Conjecture 1 (Birch and Swinnerton-Dyer)
- $L(E,s)$ has a zero at $s=1$ of order equal to the rank of $E(\mathbb{Q})$ .
- Let $R=\operatorname{rank} (E(\mathbb{Q}))$ . Then the residue of $L(E,s)$ at $s=1$ , i.e. $\lim_{s\to 1}(s-1)^{-R} L(E,s)$ has a concrete expression involving the following invariants of $E$ : the real period, the Tate-Shafarevich group, the elliptic regulator and the Neron model of $E$ .

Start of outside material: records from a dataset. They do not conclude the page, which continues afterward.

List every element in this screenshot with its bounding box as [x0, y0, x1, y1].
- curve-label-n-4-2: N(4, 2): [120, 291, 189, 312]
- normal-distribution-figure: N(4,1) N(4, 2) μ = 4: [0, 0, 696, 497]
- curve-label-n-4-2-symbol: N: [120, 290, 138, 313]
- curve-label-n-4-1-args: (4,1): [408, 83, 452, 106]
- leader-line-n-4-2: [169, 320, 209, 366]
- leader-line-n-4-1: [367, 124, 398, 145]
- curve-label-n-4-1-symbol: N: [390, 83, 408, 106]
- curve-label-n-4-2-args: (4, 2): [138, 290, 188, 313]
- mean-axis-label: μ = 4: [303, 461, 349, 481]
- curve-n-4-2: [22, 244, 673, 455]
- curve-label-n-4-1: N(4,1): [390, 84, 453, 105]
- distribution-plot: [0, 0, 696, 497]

J. Tate said about this conjecture: ``This remarkable conjecture relates the behavior of a function $L$ at a point where it is not at present known to be defined to the order of a group (Sha) which is not known to be finite!'' The precise statement of the conjecture asserts that:
$$\lim_{s\to 1} \frac{L(E,s)}{(s-1)^R}=\frac{|\operatorname{Sha}|\cdot \Omega \cdot \operatorname{Reg}(E/\Q) \cdot \prod_p c_p}{| E_{\operatorname{tors}}(\Q)|^2}$$ where
- $R$ is the rank of $E/\Q$ .
- $\Omega$ is either the real period or twice the real period of a minimal model for $E$ , depending on whether $E(\mathbb{R})$ is connected or not.
- $|\operatorname{Sha}|$ is the order of the Tate-Shafarevich group of $E/\Q$ .

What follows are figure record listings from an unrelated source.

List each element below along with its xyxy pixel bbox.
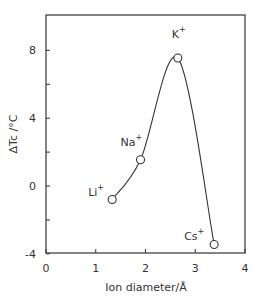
data-point-labels: Li+Na+K+Cs+ [88, 25, 204, 243]
data-point-marker [108, 196, 116, 204]
y-tick-label: 0 [29, 180, 36, 193]
y-tick-label: 4 [29, 112, 36, 125]
y-axis-label: ΔTc /°C [7, 114, 20, 153]
data-markers [108, 54, 218, 248]
data-point-marker [137, 156, 145, 164]
data-point-label: Cs+ [184, 227, 204, 243]
y-tick-label: 8 [29, 44, 36, 57]
x-tick-label: 3 [192, 262, 199, 275]
data-point-label: Na+ [121, 133, 143, 149]
data-curve [112, 57, 214, 245]
data-point-label: K+ [172, 25, 186, 41]
data-point-marker [210, 240, 218, 248]
x-axis-label-main: Ion diameter [105, 281, 176, 294]
data-point-marker [174, 54, 182, 62]
x-axis-label: Ion diameter/Å [105, 281, 187, 294]
chart: -4048 01234 Li+Na+K+Cs+ ΔTc /°C Ion diam… [0, 0, 257, 303]
x-tick-label: 1 [92, 262, 99, 275]
plot-frame [46, 15, 245, 253]
x-tick-label: 4 [242, 262, 249, 275]
x-tick-label: 2 [142, 262, 149, 275]
data-point-label: Li+ [88, 183, 104, 199]
y-tick-label: -4 [25, 248, 36, 261]
x-axis-label-unit: Å [179, 281, 187, 294]
x-tick-label: 0 [43, 262, 50, 275]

- $\operatorname{Reg}(E/\Q)$ is the elliptic regulator of $E(\Q)$ .
- $|E_{\operatorname{tors}}(\Q)|$ is the number of torsion points on $E/\Q$ (including the point at infinity $O$ ).
- $c_p$ is an elementary local factor, equal to the cardinality of $E(\Q_p)/E_0(\Q_p)$ , where $E_0(\Q_p)$ is the set of points in $E(\Q_p)$ whose reduction modulo $p$ is non-singular in $E(\mathbb{F}_p)$ . Notice that if $p$ is a prime of good reduction for $E/\Q$ then $c_p=1$ , so only $c_p\neq 1$ only for finitely many primes $p$ . The number $c_p$ is usually called the Tamagawa number of $E$ at $p$ .
The following is an easy consequence of the B-SD conjecture:
Conjecture 2 (Parity Conjecture) The root number of $E$ , denoted by $w$ , indicates the parity of the rank of the elliptic curve, this is, $w=1$ if and only if the rank is even.
There has been a great amount of research towards the B-SD conjecture. For example, there are some particular cases which are already known:
Theorem 1 (Coates, Wiles) Suppose $E$ is an elliptic curve defined over an imaginary quadratic field $K$ , with complex multiplication by $K$ , and $L(E,s)$ is the L-series of $E$ . If $L(E,1)\neq 0$ then $E(K)$ is finite.
Bibliography
- 1
- Claymath Institute, Description, online.
- 2
- J. Coates, A. Wiles, On the Conjecture of Birch and Swinnerton-Dyer, Inv. Math. 39, 223-251 (1977).
- 3
- Keith Devlin, The Millennium Problems: The Seven Greatest Unsolved Mathematical Puzzles of Our Time, 189 - 212, Perseus Books Group, New York (2002).
- 4
- James Milne, Elliptic Curves, online course notes.
- 5
- Joseph H. Silverman, The Arithmetic of Elliptic Curves. Springer-Verlag, New York, 1986.
- 6
- Joseph H. Silverman, Advanced Topics in the Arithmetic of Elliptic Curves. Springer-Verlag, New York, 1994.